LINK: “Bridging the Digital Skills Gap in the Digital Workplace”

Right now, there is growing interest in the role that learning can play in organisational change, but we are starting from a place where learning is seen as separate to the practice of work, and also something different from more operationally focused knowledge sharing.

Original: https://postshift.com/bridging-the-digital-skills-gap-in-the-digital-workplace/

LINK: “Facebook and Google must start supporting Wikipedia, or it will die”

The digital commons has become a common problem, clogged by disinformation, stripped of privacy and squeezed by insatiable shareholders. Online propagandists stoke violence, data brokers sway elections, and our most intimate personal information is for sale to the highest bidder. Faced with these difficulties, big tech is increasingly turning to Wikipedia for support.

Original: http://www.wired.co.uk/article/wikipedia-google-youtube-facebook-support

Do you need to buy a CRM?

I’ve been prompted by some discussions on LinkedIn to write briefly here about CRM – or customer relationship management to give it its unabbreviated title. The idea behind CRM is that an organisation can record every interaction it has with its customers, so that anyone picking up a future call can be instantly caught up with what is going on, and analysis of the data can yield clues as to where services are breaking down and need improving (“3,000 calls this morning about missed bins? Maybe we have a problem…” – ok, not that, but you get the idea).

This sounds like an eminently sensible thing to do, only in most cases it turns out that it isn’t in practice. Firstly, over the years, getting CRM systems used beyond the contact centre (whether directly or through integration with back office software) has proved very difficult, so this complete record rarely is actually complete, thus defeating the purpose. Secondly, the supposed goal of a single record for every customer is invariably brought down by data uncleanliness, the habit of creating additional records for the same customer, and a general sprawl of records where customers don’t fit into neat holes (eg issues around services delivered to households, and those to individuals) that often result in a mess of customer data.

So CRM for CRM’s sake seems like a non-starter. But in the last few years I have been involved in projects that have involved implementing CRM and CRM-like systems. How can this be justified?

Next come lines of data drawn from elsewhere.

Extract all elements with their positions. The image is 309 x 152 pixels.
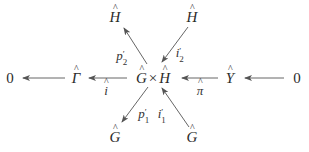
label-p1-prime: p′1: [138, 107, 152, 120]
p2-subscript: 2: [123, 58, 128, 67]
label-pi-hat: π: [197, 84, 204, 97]
node-h-hat-top-left: H: [110, 10, 121, 25]
node-g-hat-bottom-right: G: [187, 130, 198, 145]
y-hat-symbol: Y: [226, 71, 234, 86]
node-zero-left: 0: [6, 71, 14, 86]
i2-subscript: 2: [179, 55, 184, 64]
node-y-hat: Y: [226, 71, 234, 86]
h-hat-top-right-symbol: H: [187, 10, 198, 25]
node-zero-right: 0: [293, 71, 301, 86]
gamma-hat-symbol: Γ: [72, 71, 81, 86]
node-h-hat-top-right: H: [187, 10, 198, 25]
product-h-hat: H: [159, 71, 170, 86]
p1-subscript: 1: [145, 116, 150, 125]
h-hat-top-left-symbol: H: [110, 10, 121, 25]
g-hat-bottom-right-symbol: G: [187, 130, 198, 145]
label-i-hat: i: [104, 84, 108, 97]
label-i1-prime: i′1: [158, 107, 169, 120]
times-operator: ×: [149, 70, 157, 86]
product-g-hat: G: [136, 71, 147, 86]
commutative-diagram: 0 Γ G×H Y 0 H H G G i π p′2 i′2 p′1 i′1: [0, 0, 309, 152]
node-product-g-h: G×H: [136, 71, 170, 86]
node-g-hat-bottom-left: G: [110, 130, 121, 145]
i-hat-symbol: i: [104, 84, 108, 97]
label-p2-prime: p′2: [116, 49, 130, 62]
pi-hat-symbol: π: [197, 84, 204, 97]
label-i2-prime: i′2: [176, 46, 187, 59]
i1-subscript: 1: [161, 116, 166, 125]
node-gamma-hat: Γ: [72, 71, 81, 86]
g-hat-bottom-left-symbol: G: [110, 130, 121, 145]
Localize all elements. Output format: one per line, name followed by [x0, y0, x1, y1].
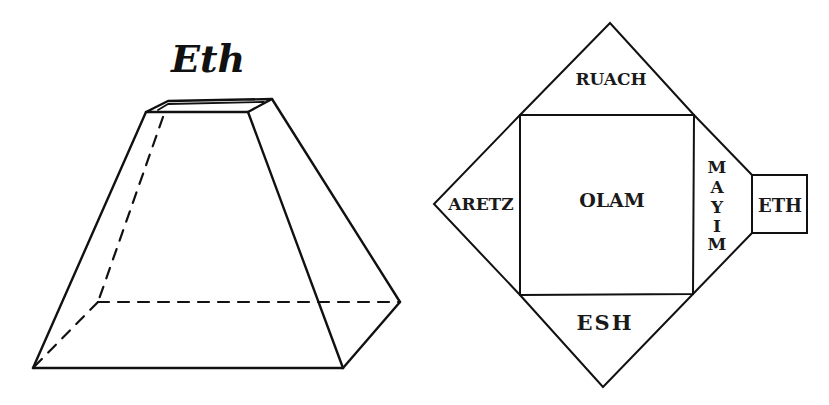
mayim-letter: I [713, 216, 721, 236]
edge-front-left [33, 112, 146, 368]
net-figure: RUACH ARETZ OLAM ESH ETH M A Y I M [434, 23, 807, 387]
frustum-figure: Eth [33, 36, 400, 368]
frustum-title: Eth [170, 36, 245, 81]
label-aretz: ARETZ [447, 194, 513, 214]
edge-front-right [248, 112, 343, 368]
edge-bottom-right [343, 302, 400, 368]
frustum-visible-edges [33, 99, 400, 368]
label-mayim: M A Y I M [708, 157, 727, 254]
net-bottom-triangle [520, 294, 693, 387]
mayim-letter: A [709, 177, 724, 197]
top-face-rim [158, 102, 264, 110]
mayim-letter: Y [710, 197, 724, 217]
label-olam: OLAM [579, 189, 645, 211]
label-esh: ESH [576, 310, 633, 335]
label-ruach: RUACH [575, 69, 646, 89]
mayim-letter: M [708, 234, 727, 254]
diagram-canvas: Eth [0, 0, 829, 405]
edge-back-right [272, 99, 400, 302]
hidden-edge-bottom-left [33, 302, 98, 368]
label-eth: ETH [758, 195, 802, 216]
mayim-letter: M [708, 157, 727, 177]
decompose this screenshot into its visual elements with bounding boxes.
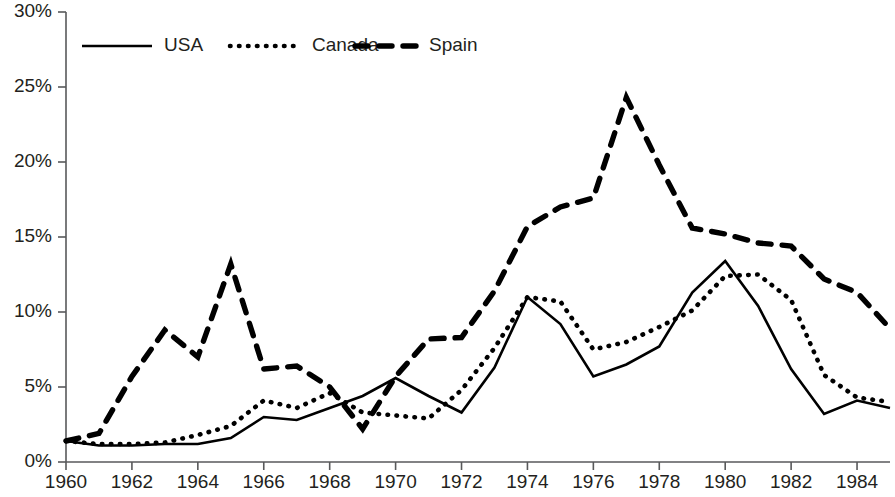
- chart-legend: USACanadaSpain: [82, 34, 478, 55]
- y-tick-label: 30%: [14, 0, 52, 21]
- x-axis-tick-labels: 1960196219641966196819701972197419761978…: [45, 471, 879, 492]
- y-axis-tick-labels: 0%5%10%15%20%25%30%: [14, 0, 52, 471]
- x-tick-label: 1962: [111, 471, 153, 492]
- y-axis: 0%5%10%15%20%25%30%: [14, 0, 66, 471]
- x-tick-label: 1980: [704, 471, 746, 492]
- x-axis: 1960196219641966196819701972197419761978…: [45, 462, 890, 492]
- x-tick-label: 1964: [177, 471, 220, 492]
- x-tick-label: 1960: [45, 471, 87, 492]
- x-tick-label: 1970: [374, 471, 416, 492]
- x-tick-label: 1972: [440, 471, 482, 492]
- x-tick-label: 1978: [638, 471, 680, 492]
- y-tick-label: 0%: [25, 450, 53, 471]
- legend-label-usa: USA: [164, 34, 203, 55]
- series-line-usa: [66, 261, 890, 446]
- y-axis-ticks: [58, 12, 66, 462]
- x-tick-label: 1976: [572, 471, 614, 492]
- legend-label-spain: Spain: [429, 34, 478, 55]
- x-tick-label: 1968: [309, 471, 351, 492]
- y-tick-label: 15%: [14, 225, 52, 246]
- y-tick-label: 10%: [14, 300, 52, 321]
- x-tick-label: 1984: [836, 471, 879, 492]
- x-tick-label: 1974: [506, 471, 549, 492]
- line-chart: 0%5%10%15%20%25%30% 19601962196419661968…: [0, 0, 895, 497]
- plot-area: [66, 98, 890, 446]
- y-tick-label: 20%: [14, 150, 52, 171]
- chart-canvas: 0%5%10%15%20%25%30% 19601962196419661968…: [0, 0, 895, 497]
- series-line-canada: [66, 275, 890, 445]
- y-tick-label: 5%: [25, 375, 53, 396]
- x-tick-label: 1966: [243, 471, 285, 492]
- x-tick-label: 1982: [770, 471, 812, 492]
- y-tick-label: 25%: [14, 75, 52, 96]
- x-axis-ticks: [66, 462, 857, 470]
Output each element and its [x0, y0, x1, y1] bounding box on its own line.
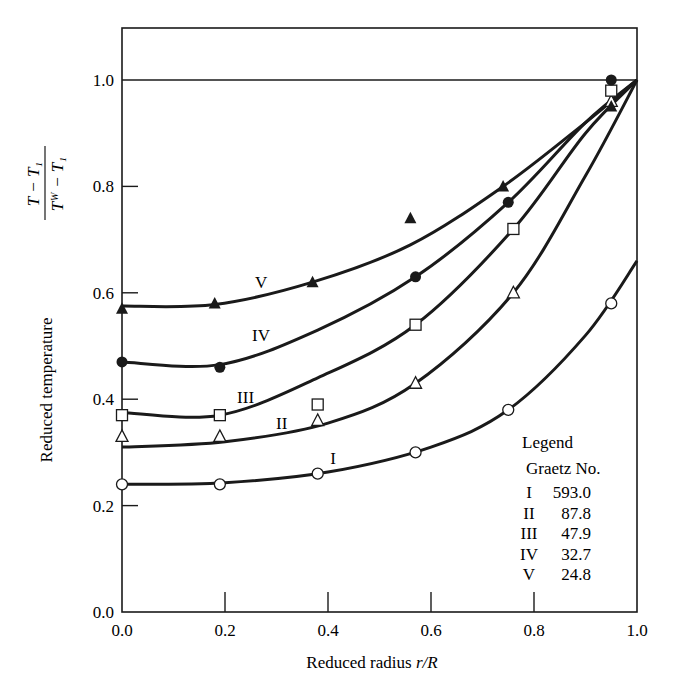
y-tick-label: 0.8	[93, 177, 114, 196]
y-axis-label: Reduced temperature	[37, 318, 56, 463]
legend-entry-value: 47.9	[561, 524, 591, 543]
curve-label-i: I	[330, 449, 336, 468]
x-tick-label: 0.6	[420, 621, 441, 640]
legend-entry-label: IV	[520, 545, 539, 564]
y-tick-label: 1.0	[93, 71, 114, 90]
curve-label-v: V	[255, 273, 268, 292]
marker-filled-triangle	[404, 212, 416, 224]
marker-filled-circle	[117, 356, 128, 367]
plot-frame	[122, 28, 637, 612]
x-tick-label: 0.2	[214, 621, 235, 640]
curve-label-iii: III	[237, 388, 254, 407]
markers	[116, 75, 617, 490]
marker-open-circle	[606, 298, 617, 309]
legend-entry-label: V	[523, 565, 536, 584]
y-tick-label: 0.4	[93, 390, 115, 409]
legend-entry-value: 87.8	[561, 504, 591, 523]
y-axis-fraction: T − T₁ Tᵂ − T₁	[24, 146, 67, 220]
marker-open-square	[606, 85, 617, 96]
marker-filled-circle	[606, 75, 617, 86]
x-tick-label: 0.4	[317, 621, 339, 640]
x-tick-label: 1.0	[626, 621, 647, 640]
legend-entry-label: I	[526, 483, 532, 502]
marker-open-triangle	[116, 430, 128, 442]
y-axis-fraction-denominator: Tᵂ − T₁	[48, 157, 67, 211]
marker-open-square	[312, 399, 323, 410]
curve-label-ii: II	[276, 414, 288, 433]
curves	[122, 80, 637, 484]
marker-open-square	[508, 223, 519, 234]
marker-open-circle	[117, 479, 128, 490]
marker-open-square	[117, 410, 128, 421]
legend-entry-label: II	[523, 504, 535, 523]
curve-label-iv: IV	[252, 326, 271, 345]
y-tick-label: 0.6	[93, 284, 114, 303]
marker-open-circle	[312, 468, 323, 479]
legend-subtitle: Graetz No.	[526, 459, 601, 478]
marker-filled-circle	[214, 362, 225, 373]
x-tick-label: 0.8	[523, 621, 544, 640]
y-tick-label: 0.2	[93, 497, 114, 516]
y-axis-fraction-numerator: T − T₁	[24, 162, 43, 206]
legend-entry-label: III	[521, 524, 538, 543]
x-axis-label: Reduced radius r/R	[306, 653, 438, 672]
legend-entry-value: 593.0	[553, 483, 591, 502]
legend-entry-value: 32.7	[561, 545, 591, 564]
marker-open-circle	[503, 404, 514, 415]
marker-open-triangle	[214, 430, 226, 442]
marker-filled-circle	[410, 271, 421, 282]
curve-v	[122, 80, 637, 307]
marker-filled-circle	[503, 197, 514, 208]
legend: Legend Graetz No. I593.0II87.8III47.9IV3…	[520, 433, 601, 584]
marker-open-square	[214, 410, 225, 421]
x-axis-ticks: 0.00.20.40.60.81.0	[111, 592, 647, 640]
y-axis-ticks: 0.00.20.40.60.81.0	[93, 71, 138, 622]
marker-open-circle	[214, 479, 225, 490]
marker-open-circle	[410, 447, 421, 458]
plot-border	[122, 28, 637, 612]
legend-title: Legend	[522, 433, 573, 452]
marker-open-square	[410, 319, 421, 330]
curve-ii	[122, 80, 637, 447]
legend-entry-value: 24.8	[561, 565, 591, 584]
y-axis-label-text: Reduced temperature	[37, 318, 56, 463]
y-tick-label: 0.0	[93, 603, 114, 622]
marker-filled-triangle	[116, 302, 128, 314]
chart-canvas: IIIIIIIVV 0.00.20.40.60.81.0 0.00.20.40.…	[0, 0, 681, 684]
x-tick-label: 0.0	[111, 621, 132, 640]
marker-open-triangle	[312, 414, 324, 426]
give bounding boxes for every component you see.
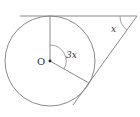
central-angle-label: 3x [66, 50, 77, 60]
external-angle-arc [120, 16, 127, 30]
center-point [49, 60, 52, 63]
external-angle-label: x [111, 24, 116, 34]
radius-lower [50, 61, 89, 83]
center-label: O [37, 56, 45, 67]
geometry-diagram: O 3x x [0, 0, 140, 117]
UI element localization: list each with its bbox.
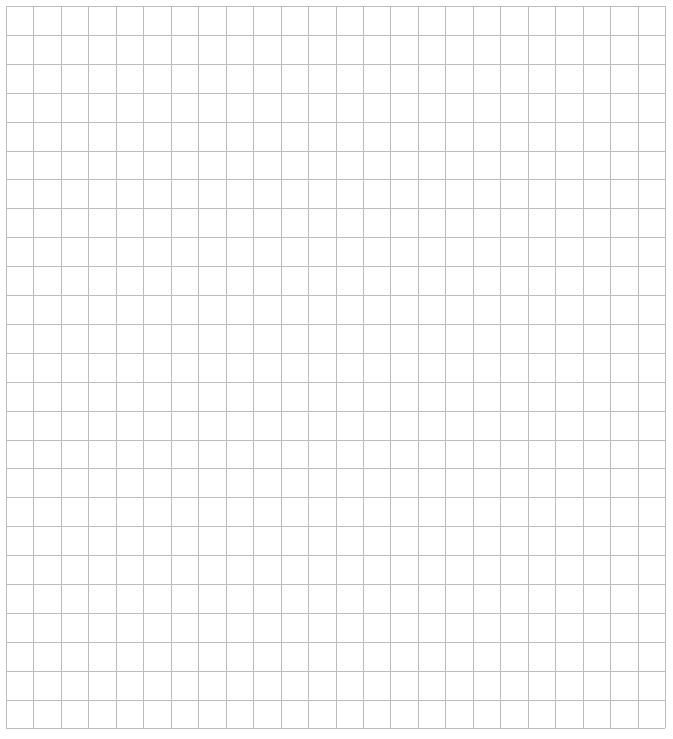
grid-paper-page <box>0 0 673 739</box>
graph-paper-grid <box>0 0 673 739</box>
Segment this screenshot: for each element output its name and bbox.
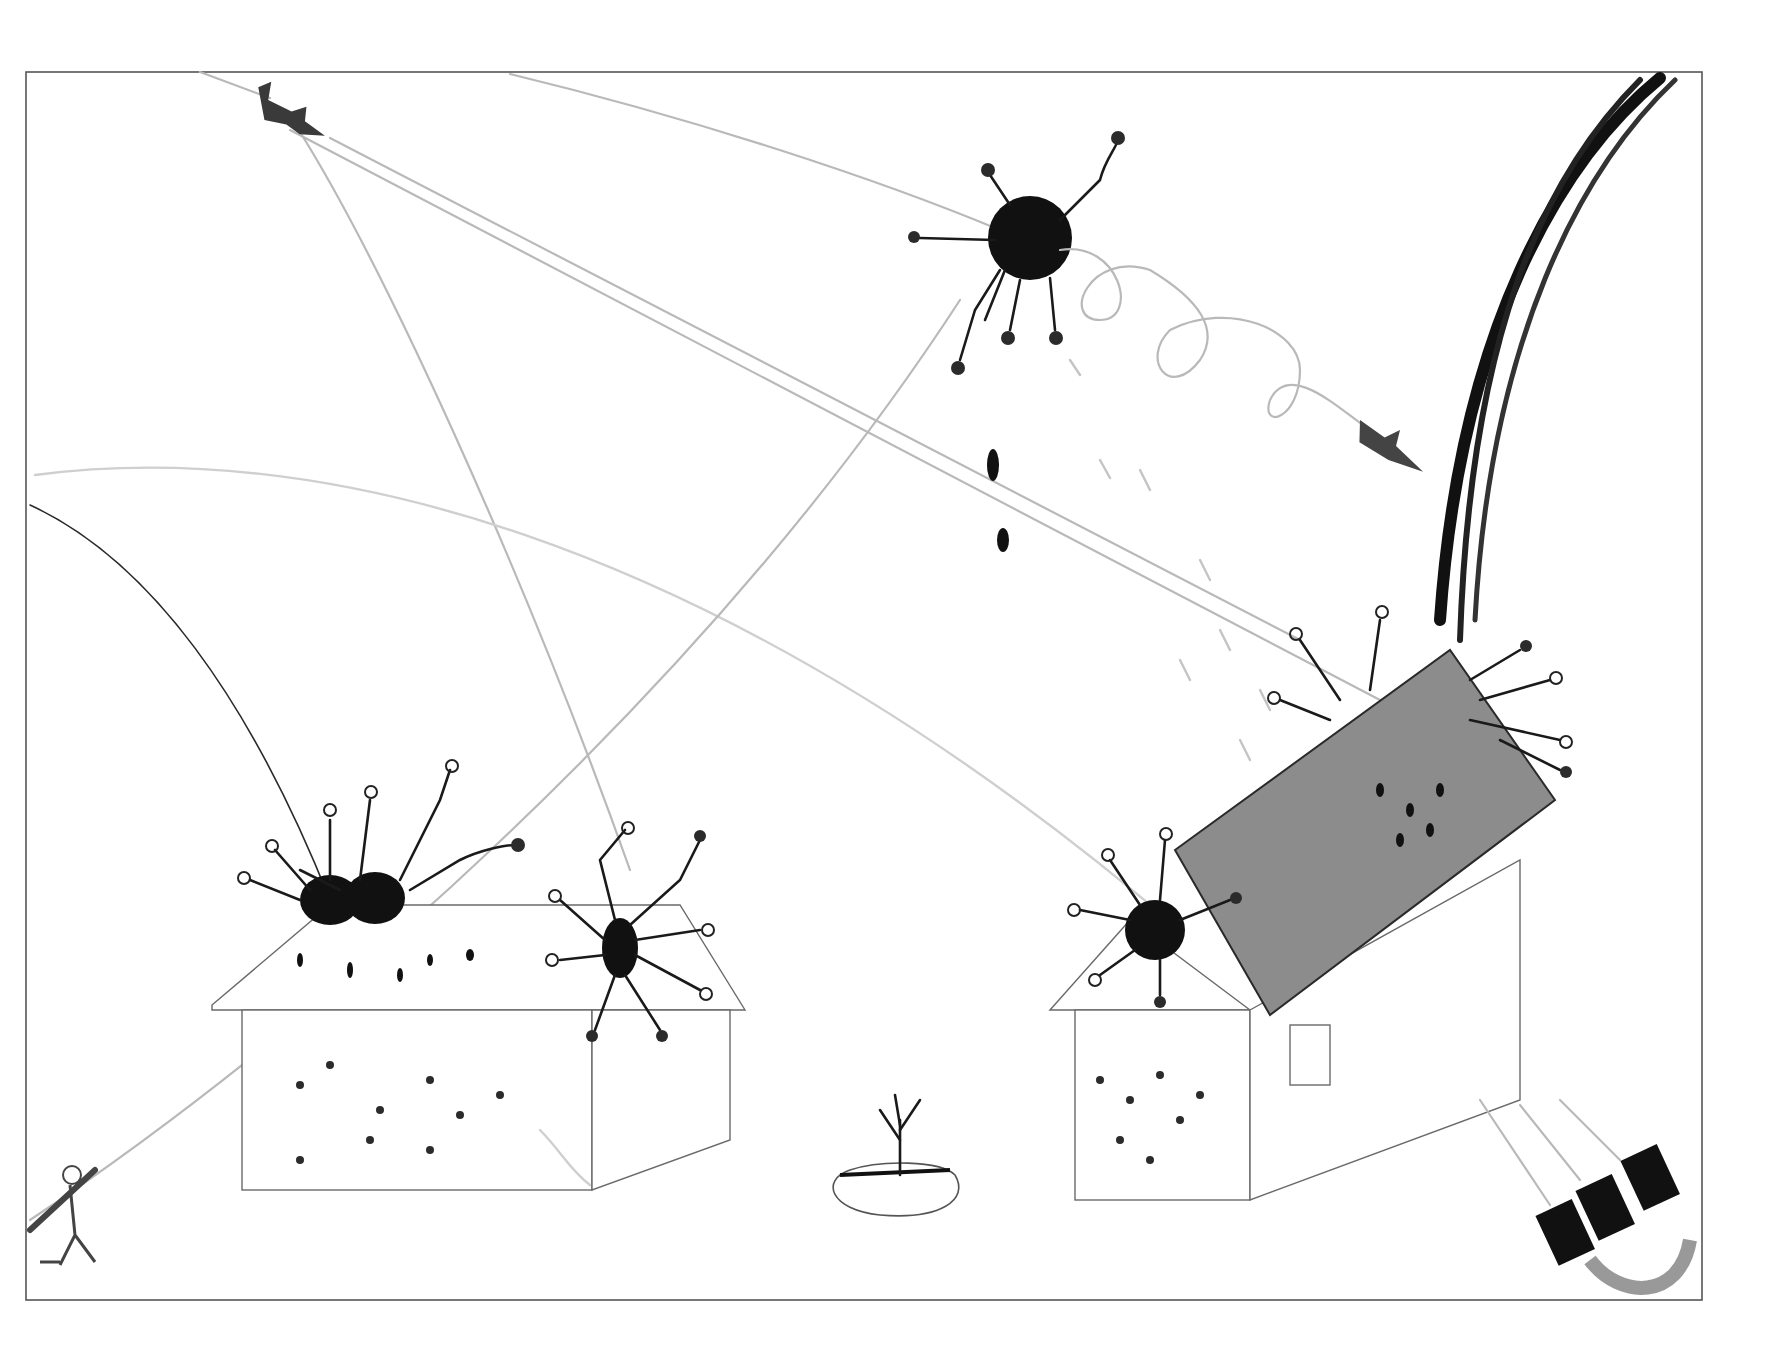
aircraft-icon — [248, 78, 336, 143]
missile-trail-left — [30, 505, 330, 900]
left-house — [212, 905, 745, 1190]
helicopter-icon — [1350, 411, 1436, 477]
tree-on-mound-icon — [833, 1095, 959, 1216]
figure-with-weapon-icon — [30, 1166, 95, 1265]
missile-pod-icon — [1480, 1100, 1690, 1288]
debris-dashes — [1070, 360, 1270, 760]
central-explosion-icon — [908, 131, 1125, 552]
smoke-trail-icon — [1440, 78, 1675, 640]
drawing-canvas — [0, 0, 1768, 1362]
loop-trail — [1060, 249, 1370, 430]
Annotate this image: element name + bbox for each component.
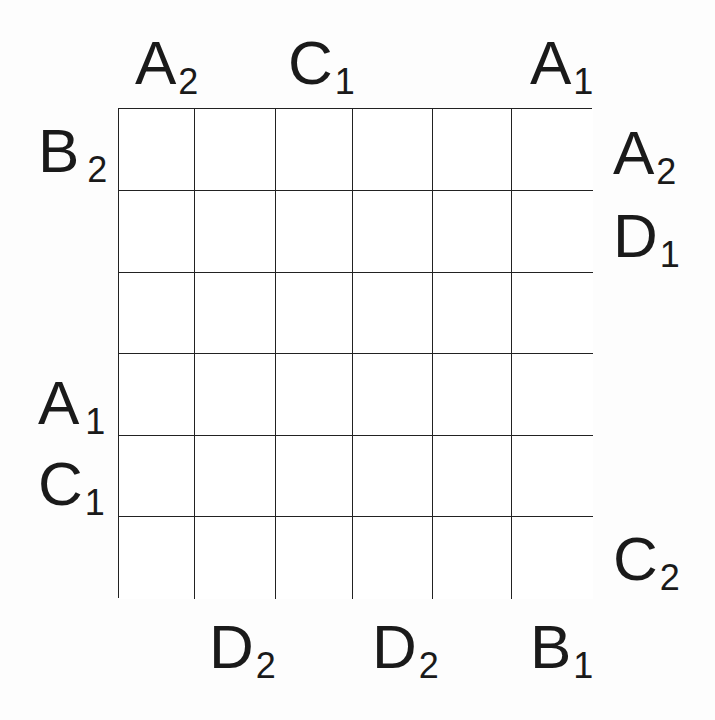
clue-subscript: 1 — [573, 61, 593, 102]
clue-subscript: 2 — [178, 61, 198, 102]
grid-cell[interactable] — [512, 436, 593, 517]
clue-bottom-col4: D2 — [372, 616, 439, 678]
grid-cell[interactable] — [512, 517, 593, 599]
clue-letter: B — [530, 612, 571, 681]
grid-cell[interactable] — [512, 354, 593, 436]
clue-letter: D — [209, 612, 254, 681]
grid-cell[interactable] — [353, 191, 433, 273]
puzzle-grid — [118, 108, 592, 598]
grid-cell[interactable] — [353, 517, 433, 599]
grid-cell[interactable] — [512, 273, 593, 354]
grid-cell[interactable] — [433, 273, 512, 354]
grid-cell[interactable] — [119, 273, 195, 354]
grid-cell[interactable] — [276, 191, 353, 273]
clue-right-row2: D1 — [613, 205, 680, 267]
clue-top-col6: A1 — [530, 32, 593, 94]
grid-cell[interactable] — [195, 191, 276, 273]
grid-cell[interactable] — [195, 109, 276, 191]
grid-cell[interactable] — [433, 517, 512, 599]
clue-top-col3: C1 — [288, 32, 355, 94]
clue-letter: B — [38, 116, 79, 185]
clue-subscript: 2 — [656, 151, 676, 192]
clue-letter: A — [135, 28, 176, 97]
clue-letter: D — [613, 201, 658, 270]
grid-cell[interactable] — [276, 354, 353, 436]
grid-cell[interactable] — [195, 273, 276, 354]
clue-top-col1: A2 — [135, 32, 198, 94]
grid-cell[interactable] — [119, 109, 195, 191]
grid-cell[interactable] — [512, 109, 593, 191]
grid-cell[interactable] — [276, 436, 353, 517]
grid-cell[interactable] — [119, 436, 195, 517]
grid-cell[interactable] — [276, 517, 353, 599]
clue-subscript: 2 — [660, 557, 680, 598]
clue-subscript: 1 — [573, 645, 593, 686]
grid-cell[interactable] — [195, 436, 276, 517]
grid-cell[interactable] — [353, 436, 433, 517]
clue-right-row1: A2 — [613, 122, 676, 184]
clue-subscript: 2 — [256, 645, 276, 686]
clue-bottom-col2: D2 — [209, 616, 276, 678]
clue-subscript: 1 — [660, 234, 680, 275]
grid-cell[interactable] — [119, 517, 195, 599]
clue-right-row6: C2 — [613, 528, 680, 590]
clue-subscript: 2 — [419, 645, 439, 686]
clue-bottom-col6: B1 — [530, 616, 593, 678]
grid-cell[interactable] — [433, 354, 512, 436]
clue-letter: A — [38, 368, 79, 437]
grid-cell[interactable] — [276, 273, 353, 354]
grid-cell[interactable] — [353, 109, 433, 191]
clue-left-row1: B2 — [38, 120, 107, 182]
grid-cell[interactable] — [195, 354, 276, 436]
clue-subscript: 1 — [85, 482, 105, 523]
clue-subscript: 1 — [335, 61, 355, 102]
grid-cell[interactable] — [433, 109, 512, 191]
clue-letter: A — [530, 28, 571, 97]
clue-letter: A — [613, 118, 654, 187]
grid-cell[interactable] — [433, 436, 512, 517]
grid-cell[interactable] — [119, 191, 195, 273]
clue-left-row5: C1 — [38, 453, 105, 515]
clue-letter: C — [38, 449, 83, 518]
grid-cell[interactable] — [512, 191, 593, 273]
clue-letter: C — [288, 28, 333, 97]
clue-letter: D — [372, 612, 417, 681]
grid-cell[interactable] — [276, 109, 353, 191]
clue-left-row4: A1 — [38, 372, 105, 434]
grid-cell[interactable] — [353, 273, 433, 354]
grid-cell[interactable] — [119, 354, 195, 436]
grid-cell[interactable] — [433, 191, 512, 273]
clue-letter: C — [613, 524, 658, 593]
clue-subscript: 2 — [87, 149, 107, 190]
grid-cell[interactable] — [195, 517, 276, 599]
clue-subscript: 1 — [85, 401, 105, 442]
grid-cell[interactable] — [353, 354, 433, 436]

For me it comes down to a fairly simple process. First identify the outcome you are trying to achieve, whether as part of an individual service delivered to customers (or residents, or users, or citizens: pick your favourite) or a corporate wide thing. Then assess what capabilities are needed to make that happen (booking, reporting, case management, assessment, payments, document management etc) and then work out which of those capabilities you already possess in a reusable way, and which you need to buy. Now, if those you need to buy can be delivered in the way you need by implementing a system that calls itself a CRM, then fine, buy and implement the CRM system. But there is no capability called ‘CRM’ and no service outcome called ‘CRM implemented’.

Hence, no CRM for CRM’s sake, but by all means buy a CRM if it delivers the capabilities you need to transform your services.

Photo by Štefan Štefančík on Unsplash,

LINK: “FixMyStreet Pro meets Salesforce: integrated street reporting for Rutland”

This is our first Salesforce integration, and it was made possible through the use of an API, developed by Rutland’s own tech team. At our end, all we had to do was write the code to integrate with it, and boom, two-way communication.

Original: https://www.mysociety.org/2018/06/08/fixmystreet-pro-meets-salesforce-integrated-street-reporting-for-rutland/

LINK: “The wellsprings of UK digital reform part 2 – separating porcine lip enhancement from transformation”

Transformation is a world away from simply polishing the way things are currently done (the “lipstick on pigs” approach – the tired web- and form-based service design ethos of the past few decades, stuck Groundhog Day-like inside the broken silos and reference frames of existing organisational services). Improving our public services relies on the ability to step back and rethink and redesign current public policy by focusing relentlessly and selflessly on improved outcomes, with a profoundly beneficial and positive impact on people and their experience of delivering or receiving public services.